Rust + AWS Lambda + Windows Part 1
Let it be known that the existing tutorials are all poor and lack thoroughness. They’re fine if you already have experience cross-compiling Rust AND working with AWS Lambda. I intend to cover everything from zero. It seems to me that a chief reason for the poor tutorials is the ever-evolving landscape of these technologies. If this ever stops working, LET ME KNOW! Much of this information is based on the README.md at the aws-lambda-rust-runtime repo.
Windows Tools
You’ll need to install these on Windows.
- PowerShell
- Text editor (I like VSCode)
- git (optional)
- Rust (optional since we’re installing it in WSL)
Debian Tools
As the heading, implies, I’ll be using Debian. Ubuntu, Kali, and a few others will probably work exactly as described this tutorial since they’re Debian forks. Many of the following commands will require input; I’m not mentioning that part, but this isn’t an automated process as written. Fire up PowerShell and enter:
wsl --set-default-version 2
wsl --install -d Debian
Follow the prompts, and a few minutes later you should be presented with a typical Unix terminal. There are a few tools we’ll need to install. Let’s update first.
sudo apt update && sudo apt upgrade
sudo apt install curl
sudo apt install build-essential
The following is optional.
sudo apt install zip
Let’s now install and configure Rust for WSL.
curl --proto '=https' --tlsv1.2 -sSf https://sh.rustup.rs | sh
You’ll want to restart the WSL instance at this point. I’m not sure the following is strictly necessary, but I do it just to be sure.
rustup update
rustup target add x86_64-unknown-linux-gnu
Back to Windows
Navigate to the aws-lambda-rust-runtime repo on GitHub. Download the whole thing as a Zip or use the following git command (assuming you installed git):
git clone https://github.com/awslabs/aws-lambda-rust-runtime.git
For this tutorial, I’m extracting/cloning the files into C:\aws-lambda-rust-runtime, but anywhere should do so long as spaces are not in the path name. Let’s open up C:\aws-lambda-rust-runtime\lambda-runtime\examples\basic.rs with our text editor and make a few changes to better understand the connection between the code and the AWS Lambda environment.
#[derive(Deserialize)] struct Request { command: String, }
Change this to:
#[derive(Deserialize)] struct Request { test_name: String, }
Two more edits.
let command = event.payload.command; // prepare the response let resp = Response { req_id: event.context.request_id, msg: format!("Command {} executed.", command), };
Note the subtle differences:
let output_name = event.payload.test_name; // prepare the response let resp = Response { req_id: event.context.request_id, msg: format!("Hello {}!", output_name), };
Save the file, of course!
Back to Debian
What’s neat about WSL is that it mounts the entire C: root in its filesystem. I’m not sure about other letters however. This means we can:
cd /mnt/c/aws-lambda-rust-runtime/
The next command may seem confusing to those new to Rust, but it should work.
cargo build -p lambda_runtime --example basic --release --target x86_64-unknown-linux-gnu
If you didn’t install build-essential in Debian, this error will appear:
ERROR:
error: linker `cc` not found
|
= note: No such file or directory (os error 2)
error: could not compile `futures-core` due to previous error
warning: build failed, waiting for other jobs to finish...
error: build failed
Windows or Debian
After some time, several files will be created, but we’re interested in C:\aws-lambda-rust-runtime\target\x86_64-unknown-linux-gnu\release\examples\basic (note that’s a file not a directory!) We can rename this to bootstrap (no extension) and put it in a zip file of our choosing. For the sake of this example, I stuck with the terminal command:
cp ./target/x86_64-unknown-linux-gnu/release/examples/basic ./bootstrap && zip lambda.zip bootstrap && rm bootstrap
That copied the file into C:\aws-lambda-rust-runtime\ and changed the copied file’s name to bootstrap. Finally, it zipped it into lambda.zip and deleted the copied file.
The follow-up to this tutorial regarding AWS Lambda is now live!
Notes
I have tried several different approaches to completely eliminate the need for WSL and simply cross-compiling the Rust program directly into an x86_64-unknown-linux-gnu under Windows. I think there’s an incompatibility between Visual Studio C++ Build tools and the target OS. Hunting down clues, the solution may be to set Rust’s build environment to MingW.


- **About this exercise**
Omitting all images, give the entries that follow again exactly as they read.

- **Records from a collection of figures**
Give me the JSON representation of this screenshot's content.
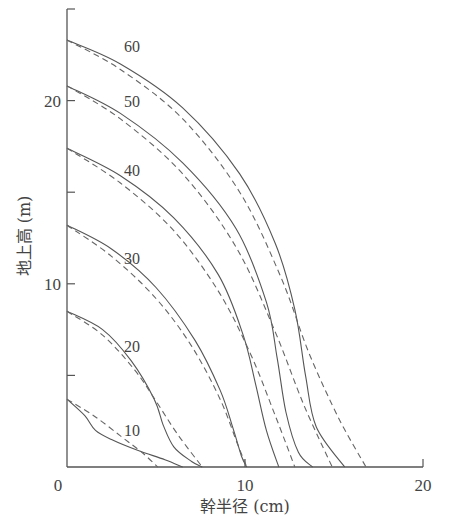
{
  "chart_data": {
    "type": "line",
    "title": "",
    "xlabel": "幹半径 (cm)",
    "ylabel": "地上高 (m)",
    "xlim": [
      0,
      20
    ],
    "ylim": [
      0,
      25
    ],
    "x_ticks": [
      0,
      10,
      20
    ],
    "y_ticks": [
      0,
      5,
      10,
      15,
      20,
      25
    ],
    "y_tick_labels": [
      "",
      "",
      "10",
      "",
      "20",
      ""
    ],
    "x_tick_labels": [
      "0",
      "10",
      "20"
    ],
    "grid": false,
    "legend": "none — curves labeled inline by tree age; solid = observed stem profile, dashed = fitted/model profile",
    "series": [
      {
        "name": "10",
        "style": "solid",
        "points": [
          [
            0,
            3.7
          ],
          [
            1.0,
            2.8
          ],
          [
            1.6,
            2.0
          ],
          [
            2.5,
            1.5
          ],
          [
            4.0,
            0.9
          ],
          [
            5.5,
            0.4
          ],
          [
            6.5,
            0.0
          ]
        ]
      },
      {
        "name": "10",
        "style": "dashed",
        "points": [
          [
            0,
            3.7
          ],
          [
            1.5,
            2.8
          ],
          [
            3.0,
            1.7
          ],
          [
            4.2,
            0.8
          ],
          [
            5.1,
            0.0
          ]
        ]
      },
      {
        "name": "20",
        "style": "solid",
        "points": [
          [
            0,
            8.5
          ],
          [
            2.0,
            7.5
          ],
          [
            3.6,
            5.8
          ],
          [
            4.9,
            3.7
          ],
          [
            5.4,
            2.3
          ],
          [
            6.0,
            1.1
          ],
          [
            7.0,
            0.3
          ],
          [
            7.6,
            0.0
          ]
        ]
      },
      {
        "name": "20",
        "style": "dashed",
        "points": [
          [
            0,
            8.5
          ],
          [
            2.0,
            7.2
          ],
          [
            3.8,
            5.3
          ],
          [
            5.0,
            3.6
          ],
          [
            6.2,
            1.8
          ],
          [
            7.6,
            0.0
          ]
        ]
      },
      {
        "name": "30",
        "style": "solid",
        "points": [
          [
            0,
            13.2
          ],
          [
            2.5,
            11.9
          ],
          [
            5.0,
            9.8
          ],
          [
            7.2,
            6.9
          ],
          [
            8.6,
            4.2
          ],
          [
            9.3,
            2.2
          ],
          [
            9.8,
            0.6
          ],
          [
            10.1,
            0.0
          ]
        ]
      },
      {
        "name": "30",
        "style": "dashed",
        "points": [
          [
            0,
            13.2
          ],
          [
            2.5,
            11.5
          ],
          [
            5.0,
            9.2
          ],
          [
            7.0,
            6.6
          ],
          [
            8.6,
            3.7
          ],
          [
            9.6,
            1.2
          ],
          [
            10.1,
            0.0
          ]
        ]
      },
      {
        "name": "40",
        "style": "solid",
        "points": [
          [
            0,
            17.4
          ],
          [
            3.0,
            15.9
          ],
          [
            6.0,
            13.6
          ],
          [
            8.5,
            10.5
          ],
          [
            9.9,
            7.2
          ],
          [
            10.6,
            4.5
          ],
          [
            11.2,
            2.0
          ],
          [
            11.9,
            0.0
          ]
        ]
      },
      {
        "name": "40",
        "style": "dashed",
        "points": [
          [
            0,
            17.4
          ],
          [
            3.0,
            15.5
          ],
          [
            6.0,
            12.9
          ],
          [
            8.5,
            9.6
          ],
          [
            10.3,
            6.2
          ],
          [
            11.7,
            2.8
          ],
          [
            12.8,
            0.0
          ]
        ]
      },
      {
        "name": "50",
        "style": "solid",
        "points": [
          [
            0,
            20.8
          ],
          [
            3.0,
            19.3
          ],
          [
            6.5,
            16.6
          ],
          [
            9.5,
            13.0
          ],
          [
            11.2,
            9.0
          ],
          [
            11.8,
            6.0
          ],
          [
            12.3,
            3.0
          ],
          [
            13.0,
            0.8
          ],
          [
            13.8,
            0.0
          ]
        ]
      },
      {
        "name": "50",
        "style": "dashed",
        "points": [
          [
            0,
            20.8
          ],
          [
            3.0,
            19.0
          ],
          [
            6.5,
            16.0
          ],
          [
            9.5,
            12.0
          ],
          [
            11.6,
            7.6
          ],
          [
            13.3,
            3.4
          ],
          [
            14.9,
            0.0
          ]
        ]
      },
      {
        "name": "60",
        "style": "solid",
        "points": [
          [
            0,
            23.3
          ],
          [
            3.0,
            22.0
          ],
          [
            6.5,
            19.6
          ],
          [
            9.7,
            16.0
          ],
          [
            11.7,
            12.2
          ],
          [
            12.8,
            8.6
          ],
          [
            13.4,
            5.0
          ],
          [
            14.0,
            2.2
          ],
          [
            15.6,
            0.0
          ]
        ]
      },
      {
        "name": "60",
        "style": "dashed",
        "points": [
          [
            0,
            23.3
          ],
          [
            3.0,
            21.7
          ],
          [
            6.5,
            19.0
          ],
          [
            9.7,
            15.0
          ],
          [
            12.0,
            10.4
          ],
          [
            13.6,
            6.2
          ],
          [
            15.3,
            2.6
          ],
          [
            16.8,
            0.0
          ]
        ]
      }
    ],
    "annotations": [
      {
        "text": "60",
        "x": 2.7,
        "y": 23.0
      },
      {
        "text": "50",
        "x": 2.7,
        "y": 20.0
      },
      {
        "text": "40",
        "x": 2.7,
        "y": 16.2
      },
      {
        "text": "30",
        "x": 2.7,
        "y": 11.4
      },
      {
        "text": "20",
        "x": 2.7,
        "y": 6.6
      },
      {
        "text": "10",
        "x": 2.7,
        "y": 2.0
      }
    ]
  }
}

- **Problem solution**
Give me the JSON representation of this screenshot's content.
{
  "chart_data": {
    "type": "line",
    "title": "",
    "xlabel": "幹半径 (cm)",
    "ylabel": "地上高 (m)",
    "xlim": [
      0,
      20
    ],
    "ylim": [
      0,
      25
    ],
    "x_ticks": [
      0,
      10,
      20
    ],
    "y_ticks": [
      0,
      5,
      10,
      15,
      20,
      25
    ],
    "y_tick_labels": [
      "",
      "",
      "10",
      "",
      "20",
      ""
    ],
    "x_tick_labels": [
      "0",
      "10",
      "20"
    ],
    "grid": false,
    "legend": "none — curves labeled inline by tree age; solid = observed stem profile, dashed = fitted/model profile",
    "series": [
      {
        "name": "10",
        "style": "solid",
        "points": [
          [
            0,
            3.7
          ],
          [
            1.0,
            2.8
          ],
          [
            1.6,
            2.0
          ],
          [
            2.5,
            1.5
          ],
          [
            4.0,
            0.9
          ],
          [
            5.5,
            0.4
          ],
          [
            6.5,
            0.0
          ]
        ]
      },
      {
        "name": "10",
        "style": "dashed",
        "points": [
          [
            0,
            3.7
          ],
          [
            1.5,
            2.8
          ],
          [
            3.0,
            1.7
          ],
          [
            4.2,
            0.8
          ],
          [
            5.1,
            0.0
          ]
        ]
      },
      {
        "name": "20",
        "style": "solid",
        "points": [
          [
            0,
            8.5
          ],
          [
            2.0,
            7.5
          ],
          [
            3.6,
            5.8
          ],
          [
            4.9,
            3.7
          ],
          [
            5.4,
            2.3
          ],
          [
            6.0,
            1.1
          ],
          [
            7.0,
            0.3
          ],
          [
            7.6,
            0.0
          ]
        ]
      },
      {
        "name": "20",
        "style": "dashed",
        "points": [
          [
            0,
            8.5
          ],
          [
            2.0,
            7.2
          ],
          [
            3.8,
            5.3
          ],
          [
            5.0,
            3.6
          ],
          [
            6.2,
            1.8
          ],
          [
            7.6,
            0.0
          ]
        ]
      },
      {
        "name": "30",
        "style": "solid",
        "points": [
          [
            0,
            13.2
          ],
          [
            2.5,
            11.9
          ],
          [
            5.0,
            9.8
          ],
          [
            7.2,
            6.9
          ],
          [
            8.6,
            4.2
          ],
          [
            9.3,
            2.2
          ],
          [
            9.8,
            0.6
          ],
          [
            10.1,
            0.0
          ]
        ]
      },
      {
        "name": "30",
        "style": "dashed",
        "points": [
          [
            0,
            13.2
          ],
          [
            2.5,
            11.5
          ],
          [
            5.0,
            9.2
          ],
          [
            7.0,
            6.6
          ],
          [
            8.6,
            3.7
          ],
          [
            9.6,
            1.2
          ],
          [
            10.1,
            0.0
          ]
        ]
      },
      {
        "name": "40",
        "style": "solid",
        "points": [
          [
            0,
            17.4
          ],
          [
            3.0,
            15.9
          ],
          [
            6.0,
            13.6
          ],
          [
            8.5,
            10.5
          ],
          [
            9.9,
            7.2
          ],
          [
            10.6,
            4.5
          ],
          [
            11.2,
            2.0
          ],
          [
            11.9,
            0.0
          ]
        ]
      },
      {
        "name": "40",
        "style": "dashed",
        "points": [
          [
            0,
            17.4
          ],
          [
            3.0,
            15.5
          ],
          [
            6.0,
            12.9
          ],
          [
            8.5,
            9.6
          ],
          [
            10.3,
            6.2
          ],
          [
            11.7,
            2.8
          ],
          [
            12.8,
            0.0
          ]
        ]
      },
      {
        "name": "50",
        "style": "solid",
        "points": [
          [
            0,
            20.8
          ],
          [
            3.0,
            19.3
          ],
          [
            6.5,
            16.6
          ],
          [
            9.5,
            13.0
          ],
          [
            11.2,
            9.0
          ],
          [
            11.8,
            6.0
          ],
          [
            12.3,
            3.0
          ],
          [
            13.0,
            0.8
          ],
          [
            13.8,
            0.0
          ]
        ]
      },
      {
        "name": "50",
        "style": "dashed",
        "points": [
          [
            0,
            20.8
          ],
          [
            3.0,
            19.0
          ],
          [
            6.5,
            16.0
          ],
          [
            9.5,
            12.0
          ],
          [
            11.6,
            7.6
          ],
          [
            13.3,
            3.4
          ],
          [
            14.9,
            0.0
          ]
        ]
      },
      {
        "name": "60",
        "style": "solid",
        "points": [
          [
            0,
            23.3
          ],
          [
            3.0,
            22.0
          ],
          [
            6.5,
            19.6
          ],
          [
            9.7,
            16.0
          ],
          [
            11.7,
            12.2
          ],
          [
            12.8,
            8.6
          ],
          [
            13.4,
            5.0
          ],
          [
            14.0,
            2.2
          ],
          [
            15.6,
            0.0
          ]
        ]
      },
      {
        "name": "60",
        "style": "dashed",
        "points": [
          [
            0,
            23.3
          ],
          [
            3.0,
            21.7
          ],
          [
            6.5,
            19.0
          ],
          [
            9.7,
            15.0
          ],
          [
            12.0,
            10.4
          ],
          [
            13.6,
            6.2
          ],
          [
            15.3,
            2.6
          ],
          [
            16.8,
            0.0
          ]
        ]
      }
    ],
    "annotations": [
      {
        "text": "60",
        "x": 2.7,
        "y": 23.0
      },
      {
        "text": "50",
        "x": 2.7,
        "y": 20.0
      },
      {
        "text": "40",
        "x": 2.7,
        "y": 16.2
      },
      {
        "text": "30",
        "x": 2.7,
        "y": 11.4
      },
      {
        "text": "20",
        "x": 2.7,
        "y": 6.6
      },
      {
        "text": "10",
        "x": 2.7,
        "y": 2.0
      }
    ]
  }
}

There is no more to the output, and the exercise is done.